David Cronenberg "was also no stranger to censorship battles," notes Travis Mackenzie Hoover, which "makes it all the more perplexing that he would make as his first masterpiece Videodrome, which threw into confusion both the pro-video and anti-video positions while setting them both in sharp relief."
"First impressions are fierce; only upon a replay could I begin to grasp Wild at Heart separate from my sensorial responses to Lynch's visual and aural atmospheres," writes Kristi Mitsuda.

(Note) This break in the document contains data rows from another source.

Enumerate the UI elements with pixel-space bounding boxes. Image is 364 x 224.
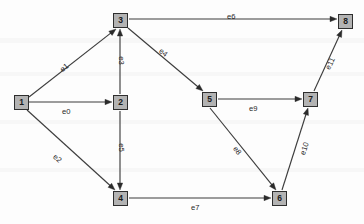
edge-e9 [218,96,302,101]
graph-node-8[interactable]: 8 [338,14,353,29]
graph-node-label: 3 [118,16,123,25]
graph-node-3[interactable]: 3 [113,13,128,28]
graph-node-5[interactable]: 5 [202,92,217,107]
edge-e2 [27,110,115,190]
diagram-canvas: 12345678 e0e1e2e3e4e5e6e7e8e9e10e11 [0,0,364,224]
graph-node-4[interactable]: 4 [113,191,128,206]
graph-node-7[interactable]: 7 [303,92,318,107]
edge-label-e5: e5 [117,143,126,152]
edge-e7 [129,195,271,200]
graph-node-2[interactable]: 2 [113,95,128,110]
graph-node-label: 8 [343,17,348,26]
graph-node-label: 2 [118,98,123,107]
arrow-head-icon [295,96,302,101]
graph-node-label: 4 [118,194,123,203]
graph-node-label: 1 [19,98,24,107]
graph-edges-layer [0,0,364,224]
arrow-head-icon [303,108,308,115]
edge-e1 [29,29,116,97]
graph-node-label: 6 [277,194,282,203]
edge-label-e3: e3 [117,56,126,65]
edge-line [210,108,273,186]
edge-line [29,32,112,97]
graph-node-label: 5 [207,95,212,104]
edge-e4 [128,28,203,91]
arrow-head-icon [264,195,271,200]
edge-label-e7: e7 [191,203,200,212]
edge-label-e0: e0 [62,107,71,116]
arrow-head-icon [330,16,337,21]
graph-node-label: 7 [308,95,313,104]
edge-line [27,110,111,186]
arrow-head-icon [105,99,112,104]
graph-node-1[interactable]: 1 [14,95,29,110]
edge-e8 [210,108,276,190]
edge-label-e6: e6 [227,12,236,21]
arrow-head-icon [117,29,122,36]
graph-node-6[interactable]: 6 [272,191,287,206]
arrow-head-icon [117,183,122,190]
arrow-head-icon [337,30,342,37]
edge-e0 [29,99,112,104]
edge-label-e9: e9 [249,104,258,113]
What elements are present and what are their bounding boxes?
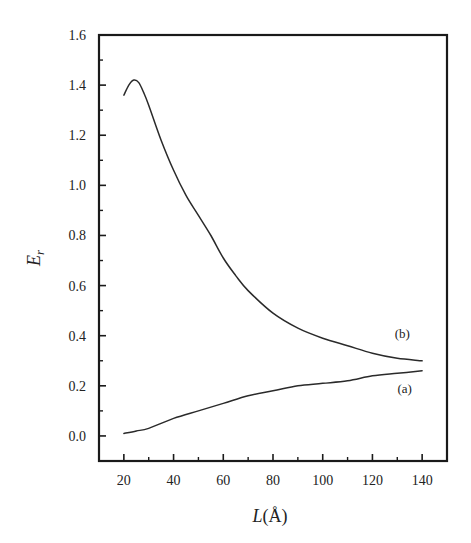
y-tick-label: 1.6 — [69, 28, 87, 43]
y-tick-label: 1.2 — [69, 128, 87, 143]
line-chart: 0.00.20.40.60.81.01.21.41.6 204060801001… — [0, 0, 471, 543]
x-axis-label-unit: (Å) — [263, 506, 288, 527]
y-tick-label: 0.4 — [69, 329, 87, 344]
x-tick-label: 20 — [117, 473, 131, 488]
x-axis-label: L(Å) — [251, 506, 287, 527]
x-tick-label: 80 — [266, 473, 280, 488]
y-tick-label: 0.8 — [69, 228, 87, 243]
x-axis-label-var: L — [251, 506, 262, 526]
plot-frame — [99, 35, 447, 461]
y-tick-label: 0.6 — [69, 279, 87, 294]
y-axis-ticks: 0.00.20.40.60.81.01.21.41.6 — [69, 28, 107, 444]
y-axis-label-sub: r — [32, 249, 47, 255]
series-label-b: (b) — [395, 326, 410, 341]
y-tick-label: 1.0 — [69, 178, 87, 193]
y-tick-label: 0.2 — [69, 379, 87, 394]
x-tick-label: 140 — [412, 473, 433, 488]
plot-border — [99, 35, 447, 461]
series-lines — [124, 80, 422, 433]
x-tick-label: 40 — [167, 473, 181, 488]
series-labels: (b)(a) — [395, 326, 412, 396]
y-axis-label-var: E — [24, 255, 44, 267]
series-label-a: (a) — [398, 381, 412, 396]
x-tick-label: 60 — [216, 473, 230, 488]
x-axis-ticks: 20406080100120140 — [117, 454, 433, 488]
y-tick-label: 1.4 — [69, 78, 87, 93]
y-tick-label: 0.0 — [69, 429, 87, 444]
y-axis-label: Er — [24, 249, 47, 267]
series-line-a — [124, 371, 422, 434]
series-line-b — [124, 80, 422, 361]
x-tick-label: 100 — [312, 473, 333, 488]
x-tick-label: 120 — [362, 473, 383, 488]
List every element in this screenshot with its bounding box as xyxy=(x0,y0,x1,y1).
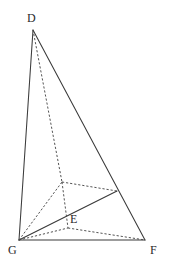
geometry-figure: D G F E xyxy=(0,0,170,276)
edge-M-N xyxy=(62,182,117,191)
edge-E-F xyxy=(68,228,145,240)
vertex-label-F: F xyxy=(150,244,157,256)
vertex-label-E: E xyxy=(70,213,77,225)
solid-edge-group xyxy=(19,30,145,240)
edge-M-E xyxy=(62,182,68,228)
edge-D-F xyxy=(33,30,145,240)
vertex-label-D: D xyxy=(27,12,36,24)
figure-canvas xyxy=(0,0,170,276)
edge-D-G xyxy=(19,30,33,240)
edge-D-M xyxy=(33,30,62,182)
edge-G-N xyxy=(19,191,117,240)
vertex-label-G: G xyxy=(8,244,17,256)
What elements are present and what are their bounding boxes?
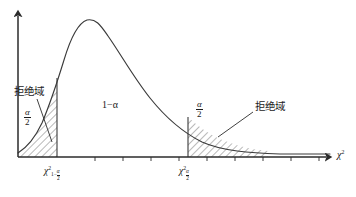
alpha-over-two-right: α 2 [196, 100, 203, 120]
right-critical-sub-denominator: 2 [186, 176, 189, 181]
x-axis-label: χ2 [337, 150, 344, 160]
left-critical-sub-denominator: 2 [57, 176, 60, 181]
alpha-denominator-left: 2 [24, 118, 31, 127]
tick-label-left-critical: χ21−α2 [44, 166, 60, 181]
acceptance-region-label: 1−α [102, 100, 118, 110]
alpha-over-two-left: α 2 [24, 108, 31, 128]
right-rejection-area [188, 117, 268, 157]
left-critical-subscript: 1−α2 [51, 169, 60, 181]
rejection-region-label-right: 拒绝域 [255, 101, 286, 112]
right-critical-subscript: α2 [186, 169, 189, 181]
x-axis-exponent: 2 [341, 149, 344, 155]
density-curve [18, 20, 330, 154]
tick-label-right-critical: χ2α2 [179, 166, 189, 181]
chi-square-figure: 拒绝域 α 2 1−α α 2 拒绝域 χ21−α2 χ2α2 χ2 [0, 0, 356, 197]
right-callout-leader [218, 112, 253, 137]
alpha-denominator-right: 2 [196, 110, 203, 119]
rejection-region-label-left: 拒绝域 [14, 86, 45, 97]
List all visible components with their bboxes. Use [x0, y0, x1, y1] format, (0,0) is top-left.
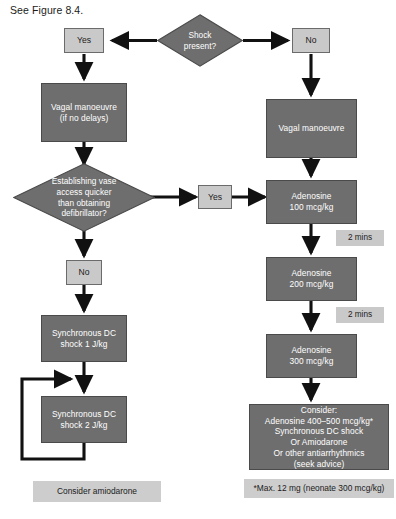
label-no-vascular-text: No: [79, 267, 90, 278]
figure-caption: See Figure 8.4.: [10, 4, 83, 16]
consider-line-6: (seek advice): [294, 459, 344, 470]
consider-line-1: Consider:: [301, 405, 337, 416]
label-yes-vascular[interactable]: Yes: [198, 185, 232, 209]
label-consider-amiodarone[interactable]: Consider amiodarone: [33, 481, 161, 502]
label-yes-vascular-text: Yes: [208, 192, 222, 203]
label-no-vascular[interactable]: No: [66, 260, 102, 285]
consider-line-3: Synchronous DC shock: [275, 426, 364, 437]
label-yes-shock-text: Yes: [77, 35, 91, 46]
consider-line-2: Adenosine 400–500 mcg/kg*: [265, 416, 373, 427]
tag-interval-1: 2 mins: [336, 230, 384, 246]
figure-canvas: See Figure 8.4.: [0, 0, 396, 519]
footnote-max-dose-text: *Max. 12 mg (neonate 300 mcg/kg): [254, 483, 385, 494]
process-consider-options[interactable]: Consider: Adenosine 400–500 mcg/kg* Sync…: [249, 404, 389, 470]
process-vagal-manoeuvre-right-text: Vagal manoeuvre: [279, 123, 345, 134]
label-yes-shock[interactable]: Yes: [64, 28, 104, 53]
consider-line-4: Or Amiodarone: [291, 437, 348, 448]
process-adenosine-200-text: Adenosine 200 mcg/kg: [290, 268, 334, 290]
label-consider-amiodarone-text: Consider amiodarone: [57, 486, 137, 497]
process-vagal-manoeuvre-left-text: Vagal manoeuvre (if no delays): [51, 102, 117, 124]
process-adenosine-300[interactable]: Adenosine 300 mcg/kg: [266, 334, 357, 378]
label-no-shock-text: No: [306, 35, 317, 46]
process-adenosine-200[interactable]: Adenosine 200 mcg/kg: [266, 257, 357, 301]
process-dc-shock-2-text: Synchronous DC shock 2 J/kg: [52, 409, 116, 431]
process-dc-shock-2[interactable]: Synchronous DC shock 2 J/kg: [41, 396, 127, 443]
decision-vascular-access: Establishing vase access quicker than ob…: [13, 163, 155, 232]
decision-shock-present: Shock present?: [157, 14, 243, 67]
process-dc-shock-1[interactable]: Synchronous DC shock 1 J/kg: [41, 315, 127, 362]
process-dc-shock-1-text: Synchronous DC shock 1 J/kg: [52, 328, 116, 350]
process-adenosine-100-text: Adenosine 100 mcg/kg: [290, 191, 334, 213]
decision-vascular-access-label: Establishing vase access quicker than ob…: [46, 176, 123, 219]
label-no-shock[interactable]: No: [292, 28, 330, 53]
tag-interval-2: 2 mins: [336, 307, 384, 323]
footnote-max-dose: *Max. 12 mg (neonate 300 mcg/kg): [244, 479, 394, 498]
tag-interval-1-text: 2 mins: [348, 233, 372, 244]
process-vagal-manoeuvre-right[interactable]: Vagal manoeuvre: [266, 99, 357, 158]
process-adenosine-100[interactable]: Adenosine 100 mcg/kg: [266, 180, 357, 224]
process-vagal-manoeuvre-left[interactable]: Vagal manoeuvre (if no delays): [41, 83, 127, 142]
tag-interval-2-text: 2 mins: [348, 310, 372, 321]
consider-line-5: Or other antiarrhythmics: [273, 448, 364, 459]
process-adenosine-300-text: Adenosine 300 mcg/kg: [290, 345, 334, 367]
decision-shock-present-label: Shock present?: [178, 30, 222, 52]
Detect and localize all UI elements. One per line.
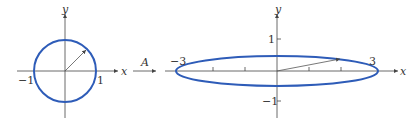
transform-arrow: A [133,56,156,71]
right-tick-pos3: 3 [369,55,376,68]
transform-label: A [140,56,149,69]
left-radius-vector [65,50,86,71]
linear-transform-diagram: y x −1 1 A y x −3 3 1 −1 [0,0,410,126]
right-tick-y-neg1: −1 [262,95,278,108]
right-x-axis-label: x [400,65,407,78]
right-y-axis-label: y [274,3,282,16]
right-tick-neg3: −3 [170,55,186,68]
left-x-axis-label: x [121,65,128,78]
left-tick-pos1: 1 [97,74,104,87]
right-plot: y x −3 3 1 −1 [165,3,407,118]
left-tick-neg1: −1 [18,74,34,87]
right-image-vector [277,59,340,71]
left-plot: y x −1 1 [17,3,128,118]
right-tick-y-pos1: 1 [268,33,275,46]
left-y-axis-label: y [61,3,69,16]
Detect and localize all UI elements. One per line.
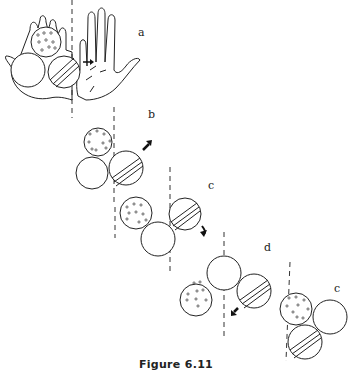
right-hand-icon [77, 8, 140, 100]
striped-ball [48, 56, 80, 88]
dotted-ball [31, 27, 61, 57]
striped-ball [288, 325, 322, 359]
figure-caption: Figure 6.11 [0, 358, 352, 371]
panel-label-a: a [138, 26, 145, 39]
plain-ball [141, 222, 175, 256]
arrow-curved-down-icon [200, 230, 207, 237]
panel-label-c: c [208, 179, 214, 192]
striped-ball [237, 274, 271, 308]
panel-a: a [5, 0, 145, 118]
plain-ball [313, 300, 347, 334]
panel-label-d: d [264, 241, 271, 254]
panel-label-b: b [148, 108, 155, 121]
palm-creases [86, 66, 106, 92]
panel-b: b [76, 107, 155, 205]
panel-d: d [180, 232, 271, 336]
arrow-right-icon [90, 59, 94, 65]
figure-diagram: a b [0, 0, 352, 381]
panel-c-final: c [280, 262, 347, 361]
plain-ball [76, 157, 108, 189]
plain-ball [207, 256, 241, 290]
plain-ball [11, 53, 45, 87]
panel-label-c-final: c [334, 282, 340, 295]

"VHS certainly granted me a certain degree of autonomy over my childhood experience of [Who Framed Roger Rabbit]," writes Brendon Bouzard, "the ability to speed to my favorite scenes, rewatch the dazzling opening cartoon, skip past the scary part..., and above all, try to piece together what the hell was actually going on in this movie."
"[John] Carpenter made movies for crowds, for opening weekends at multiplexes," writes Nathan Kosub. "King Friday. And when he no longer could, his movies suffered.... [N]umbers, not anonymity, made Carpenter great. Something should be said, then, for his most underrated film. Big Trouble in Little China is his lightest success, carefree with its own mythology and expansive in its gifts - the soft-shoe his horror triumphs couldn't inherently manage."
"I first saw 2001: A Space Odyssey at age six - appropriate for a film that makes infants of us all." Michael Koresky: "This was before I knew that 2001 would become my Rosetta stone of movie-watching, that which would subconsciously inform all other film experiences and would provide a template for what narrative cinema should, reach for, crib from, aspire to."
"No grand conclusions... simply some observations" from Andrew Tracy:
New releases reviewed: Jeannette Catsoulis on Grindhouse, Nick Pinkerton on Lonely Hearts, Justin Stewart on The Hoax, Nicolas Rapold on Black Book, Elbert Ventura on Blades of Glory, Nick Pinkerton on On the Bowery, Chris Wisniewski on Offside, Michael Joshua Rowin on Maxed Out, Michael Koresky on 300, Michael Joshua Rowin on Zodiac, Leo Goldsmith on Into Great Silence, Michael Joshua Rowin on What Is It?, Elbert Ventura on The Lives of Others, Sarah Silver on Tears of the Black Tiger, Adam Nayman on The Host, Nick Pinkerton on Private Fears in Public Places and Jeff Reichert on Syndromes and a Century.
DVDs: Justin Stewart on When a Woman Ascends the Stairs and Idiocracy.
Posted by dwhudson at April 16, 2007 2:41 PM
Comments
"Most of us came of age as cinephiles in the era of home video..."
Perhaps it's time for me to start pricing burial plots and tombstones...
Posted by: Flickhead at April 17, 2007 3:02 AMI might join you. I remember setting my alarm clock to watch "Dr. Strangelove" when the local station would show it at 2 a.m. ...
The comparison of John Hughes' uneven panderings to adolescents to the comedic masters of yore makes me ill.